What are you willing to leave behind?
Two men meet Jesus in Mark chapter 10. One has everything. One has almost nothing. And somehow, only one of them walks away truly free.
The man who had much
He came running, which tells you something — this was not a casual inquiry. He knelt before Jesus and asked what he must do to inherit eternal life. By any measure, he was serious about God. He had kept the commandments from his youth. Jesus looked at him and loved him.
And then came the one thing he could not do.
"Go, sell everything you have and give to the poor... then come, follow me" (Mark 10:21).
He went away grieving. Not angry, not dismissive — grieving. He wanted what Jesus offered. He simply could not release what he already held.
The man who had little
Bartimaeus had no wealth to protect. He sat by the roadside, blind, reduced to begging. When he heard Jesus was passing, he had one shot and he took it — shouting over the crowd, ignoring every attempt to silence him, until Jesus stopped and called him over.
He threw off his cloak. For a blind beggar, that cloak was likely everything — warmth, bedding, the mat he worked from. He left it on the ground without hesitation and came to Jesus.
He asked for his sight. He received it. And then, without being told, he followed Jesus down the road toward Jerusalem.
The man with everything could not let go of it. The man with almost nothing dropped the little he had before Jesus even asked.
The irony Mark wants you to notice
Here is where it gets striking. The rich young man called Jesus "Good Teacher" — a respectful title, but a human one. He saw someone admirable, someone wise, someone worth asking a good question of.
Bartimaeus, who could not see anything at all, called out "Son of David" — a title loaded with messianic expectation, the cry of someone who believed the promised King of Israel was walking past him on a dusty road.
The man with sight did not see clearly enough. The blind man saw Jesus for who he actually was.
And that changes everything. Because if Jesus is merely a good teacher, his instructions are good advice — take them or leave them. But if he is the Son of David, the Messiah, the Lord — then his call to follow is not advice. It is an invitation into something that costs everything and gives back more than everything.
Bartimaeus understood that instinctively. So when Jesus gave him his sight and his freedom, there was nothing to deliberate. Of course you follow. What else would you do?
The question left on the road
The rich man's grief, and Bartimaeus's cloak, are both still lying there in Mark's text, waiting for readers to respond.
What are you holding that is keeping you from following? And who, honestly, do you think Jesus is?
Because your answer to the second question will determine everything about how hard the first one feels.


- _What to do_
Set down each line of the data exactly, but not the pictures.

++++

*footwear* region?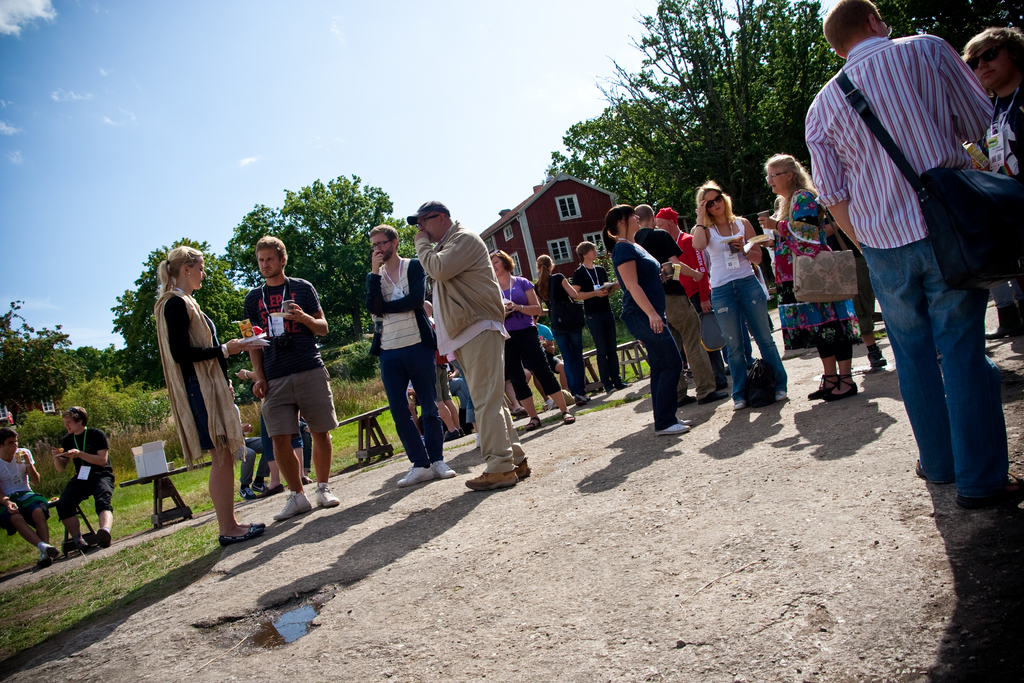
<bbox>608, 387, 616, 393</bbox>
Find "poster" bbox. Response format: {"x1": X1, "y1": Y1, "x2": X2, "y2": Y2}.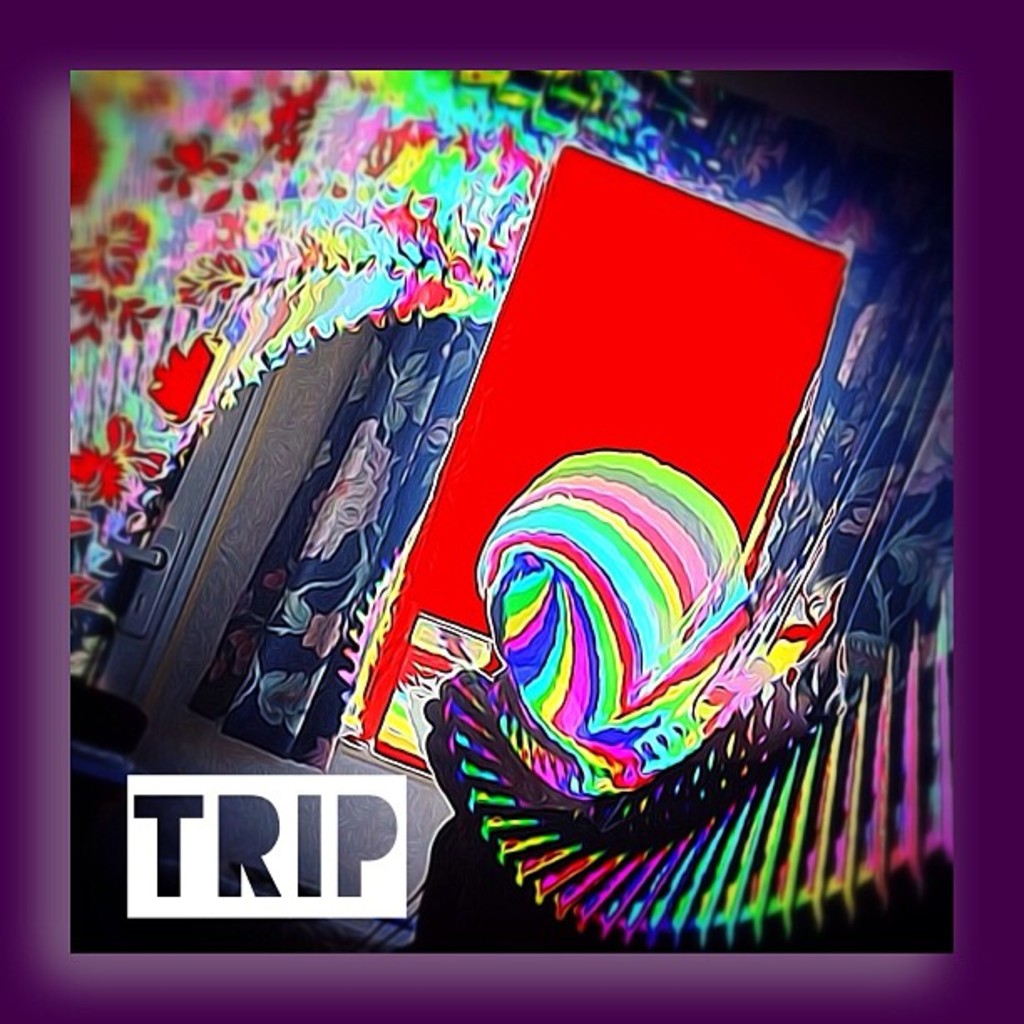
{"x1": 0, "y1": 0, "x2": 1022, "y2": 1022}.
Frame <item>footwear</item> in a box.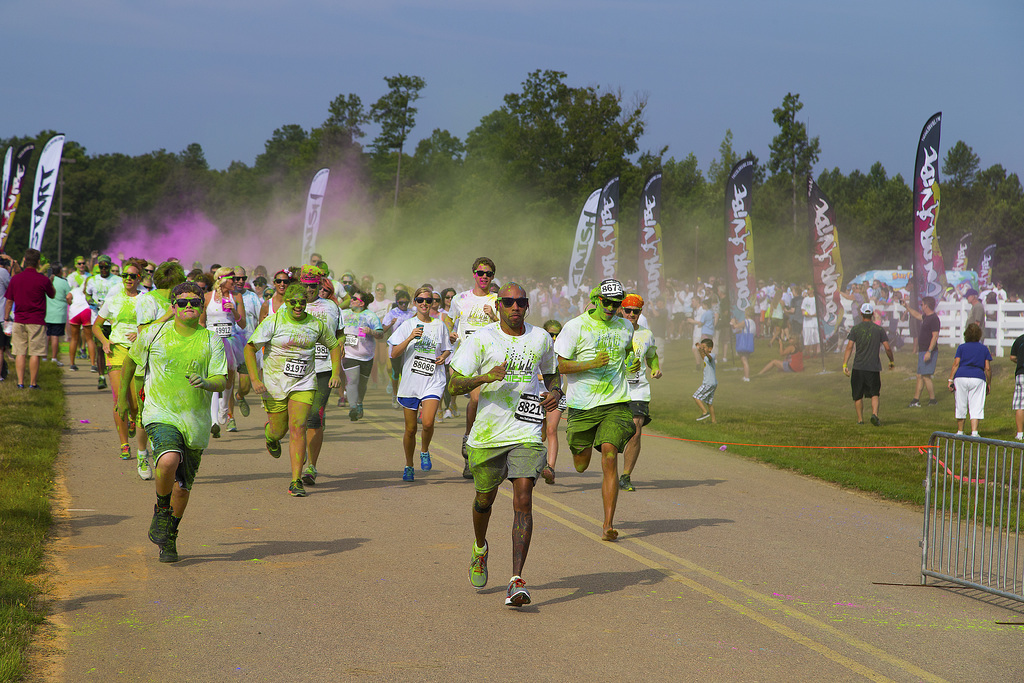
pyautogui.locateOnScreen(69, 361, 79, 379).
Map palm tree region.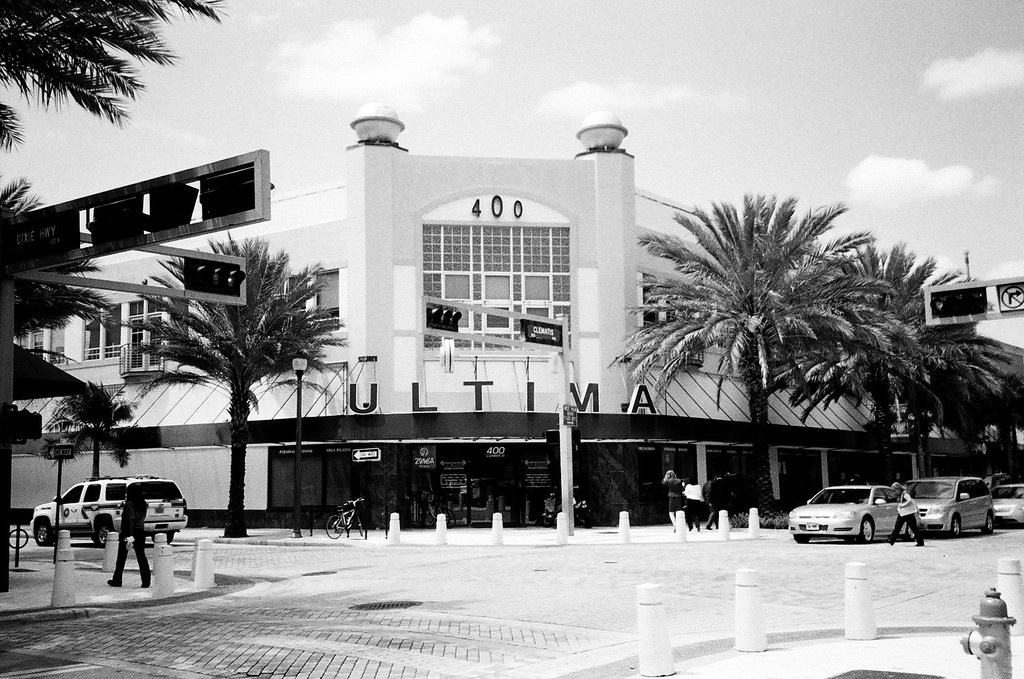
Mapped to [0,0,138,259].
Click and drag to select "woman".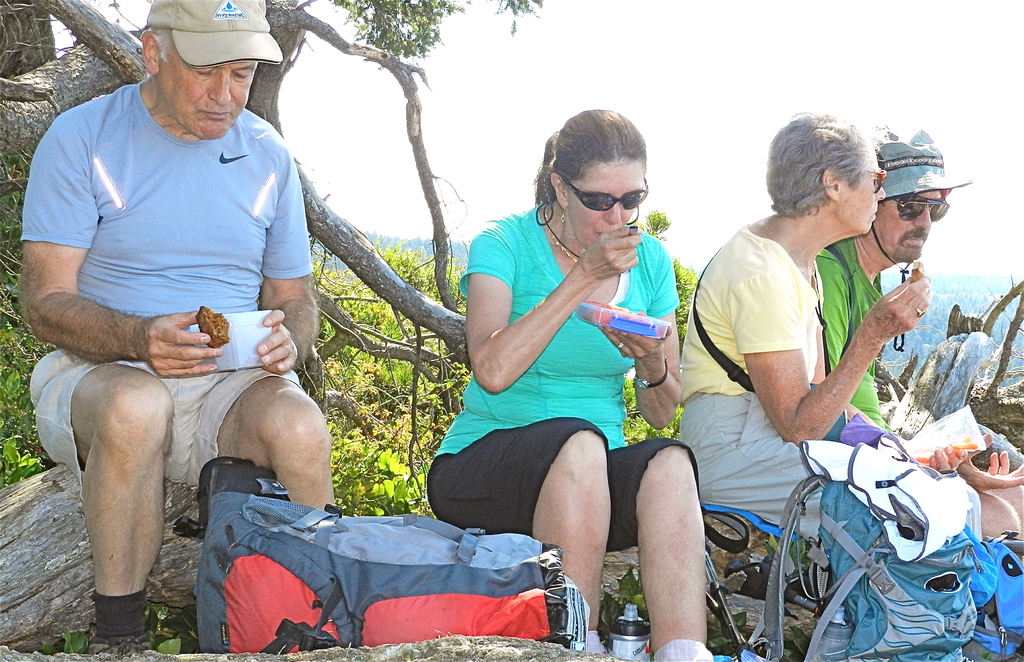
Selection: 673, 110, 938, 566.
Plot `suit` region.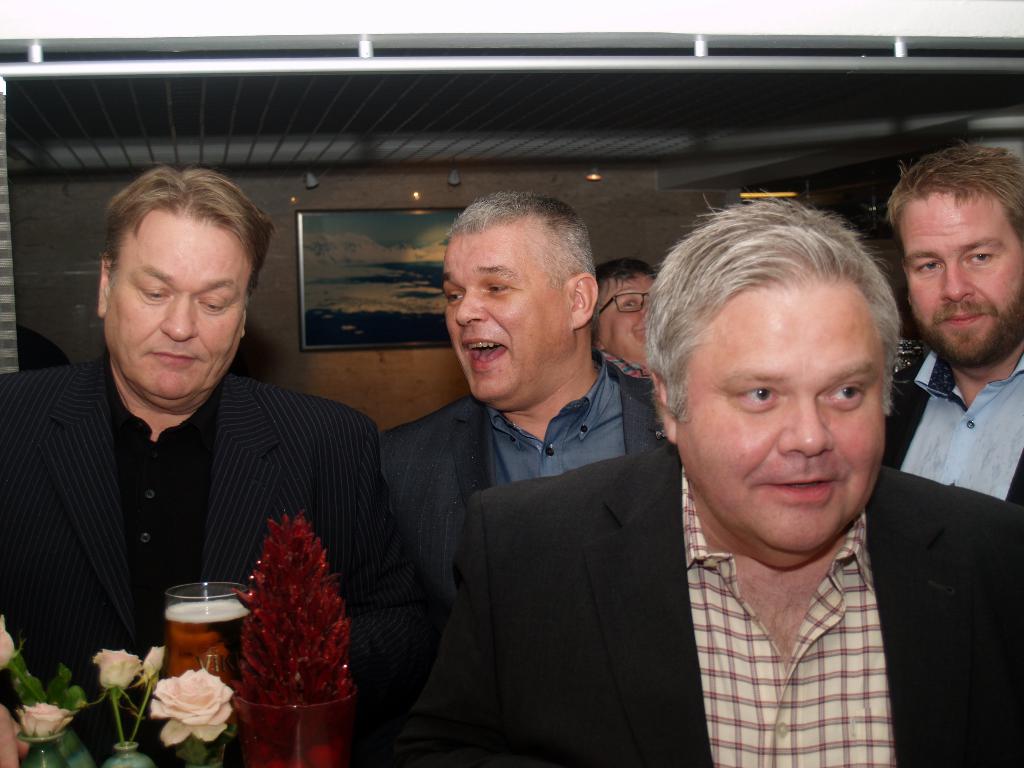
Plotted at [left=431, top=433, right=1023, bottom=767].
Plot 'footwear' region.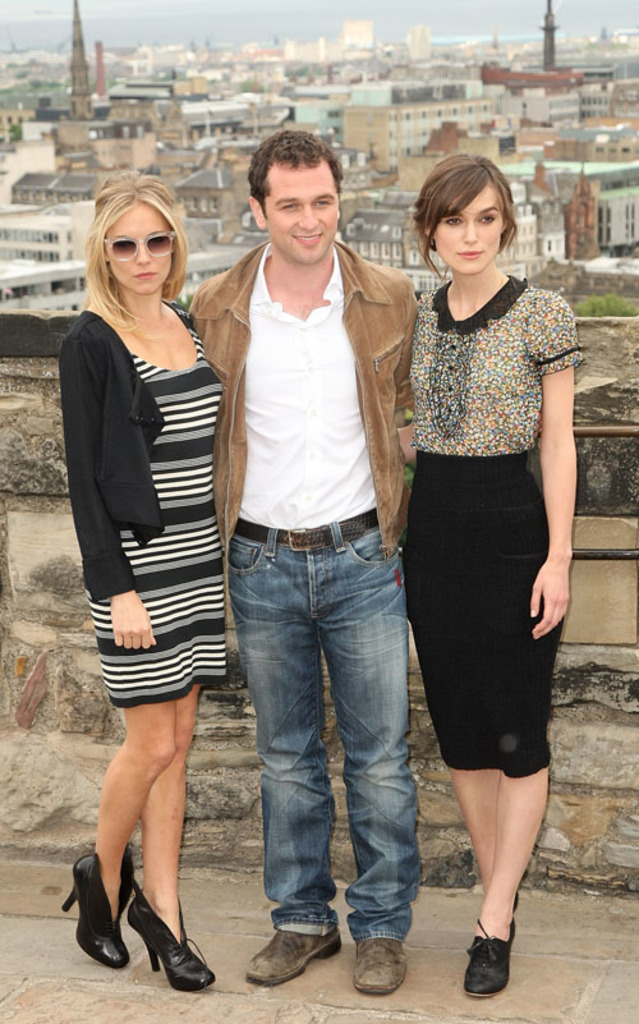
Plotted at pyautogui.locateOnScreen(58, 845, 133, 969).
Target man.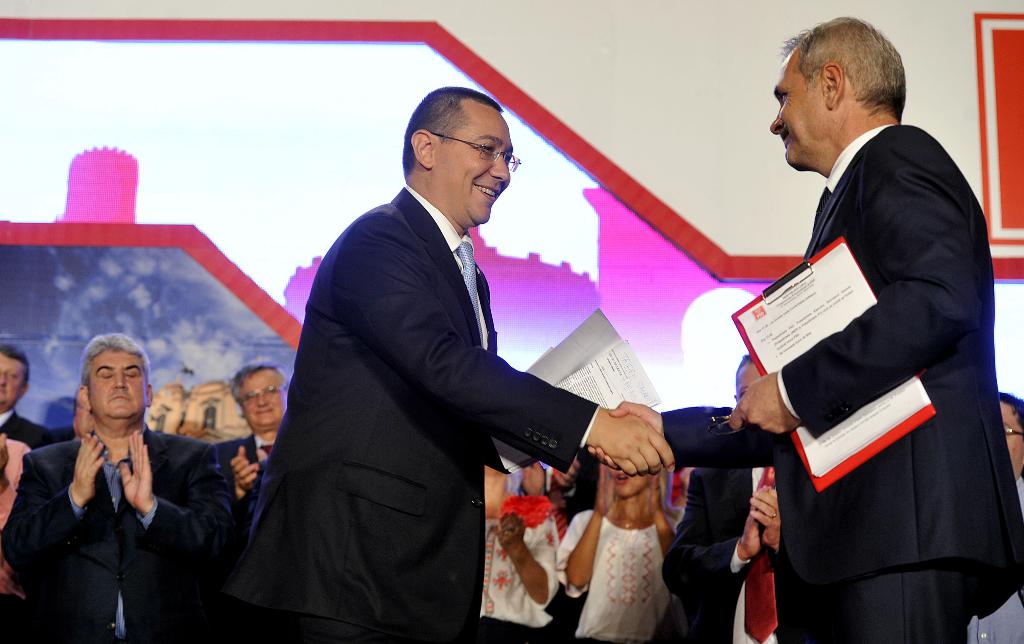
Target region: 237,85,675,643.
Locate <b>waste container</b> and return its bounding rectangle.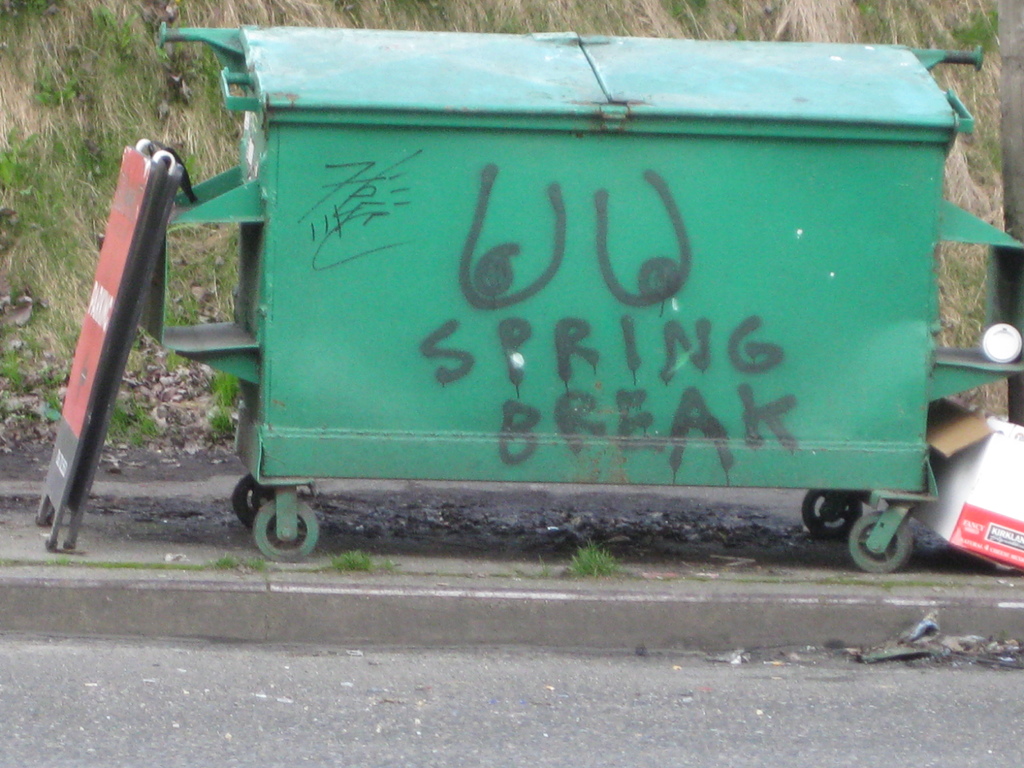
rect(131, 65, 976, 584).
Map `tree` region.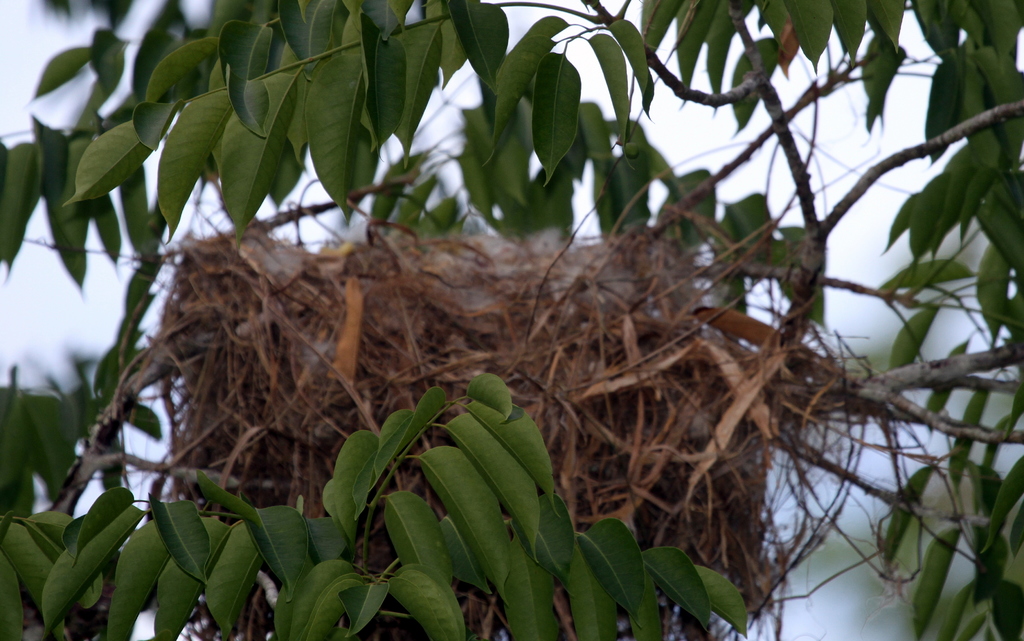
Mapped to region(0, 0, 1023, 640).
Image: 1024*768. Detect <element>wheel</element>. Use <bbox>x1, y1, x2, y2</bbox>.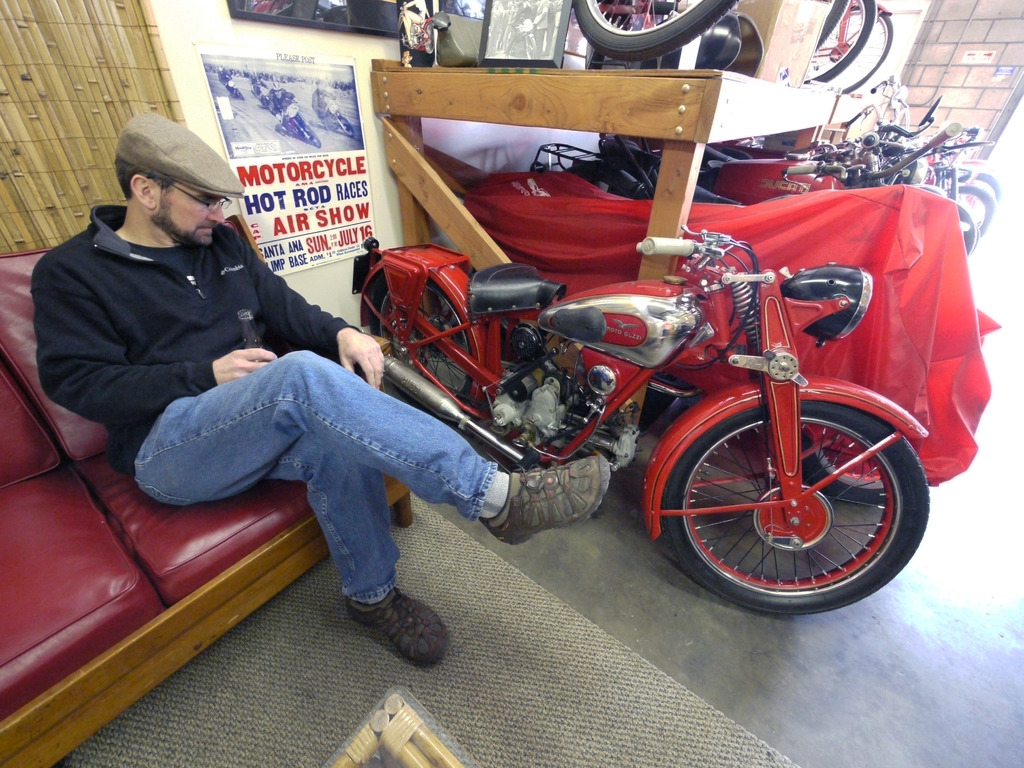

++++

- _Task response_
*footwear* region?
<bbox>608, 387, 616, 393</bbox>
Find "poster" bbox. Response format: {"x1": X1, "y1": Y1, "x2": X2, "y2": Y2}.
{"x1": 0, "y1": 0, "x2": 1022, "y2": 1022}.
Frame <item>footwear</item> in a box.
pyautogui.locateOnScreen(69, 361, 79, 379).
Map palm tree region.
Mapped to [0,0,138,259].
Click and drag to select "woman".
Selection: 673, 110, 938, 566.
Plot `suit` region.
Plotted at [left=431, top=433, right=1023, bottom=767].
Plot 'footwear' region.
Plotted at pyautogui.locateOnScreen(58, 845, 133, 969).
Target man.
Target region: 237,85,675,643.
Locate <b>waste container</b> and return its bounding rectangle.
rect(131, 65, 976, 584).
Map `tree` region.
Mapped to region(0, 0, 1023, 640).
Image: 1024*768. Detect <element>wheel</element>. Use <bbox>x1, y1, x2, y2</bbox>.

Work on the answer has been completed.